Eagles is the debut studio album by American rock band the Eagles. The album was recorded at London's Olympic Studios with producer Glyn Johns and released on June 1, 1972, by Asylum Records . It was an immediate success for the then-new band, reaching No. 22 on the Billboard 200 and achieving a platinum certification from the Recording ...
In live shows, Henley plays drums and sings simultaneously on some Eagles songs. [40] On his solo songs and other Eagles songs, he plays electric guitar and simultaneously sings or just sings solo. Occasionally Eagles songs would get drastic rearrangements, such as "Hotel California" with four trombones. [41] [42]
Don Henley never gave away handwritten pages of draft lyrics to “Hotel California” and other Eagles hits, he said Monday, calling them “very personal" in testimony that also delved into an ...
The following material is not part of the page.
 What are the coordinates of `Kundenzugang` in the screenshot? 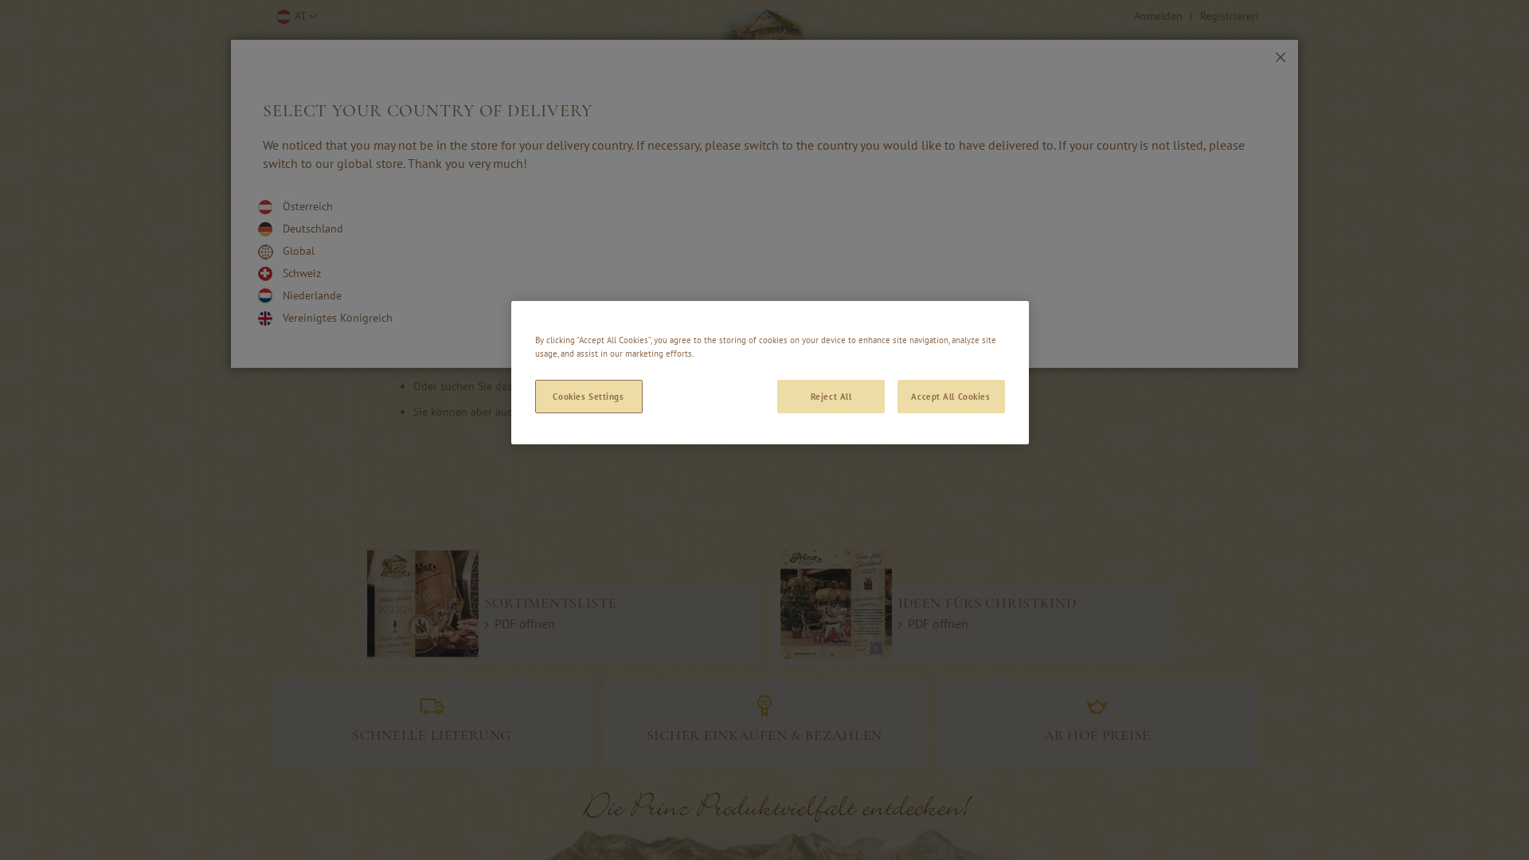 It's located at (718, 412).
The song was recorded at the Olympic Studios in London with producer Glyn Johns.Glenn Frey sings the lead vocal on the Eagles recording of "Take It Easy". Bass player Randy Meisner sings the harmony vocal in the second verse with Frey, with drummer Don Henley harmonizing in the chorus, on the line "Though we will never be here again.
"The Eagles have had a miraculous 52-year odyssey, performing for people all over the globe; keeping the music alive in the face of tragic losses, upheavals and setbacks of many kinds," the "Hotel ...
"One of These Nights" is a song by the American rock band Eagles, written by Don Henley and Glenn Frey. The title track from their 1975 One of These Nights album, the song became their second single to top the Billboard Hot 100 chart after "Best of My Love" and also helped propel the album to number one.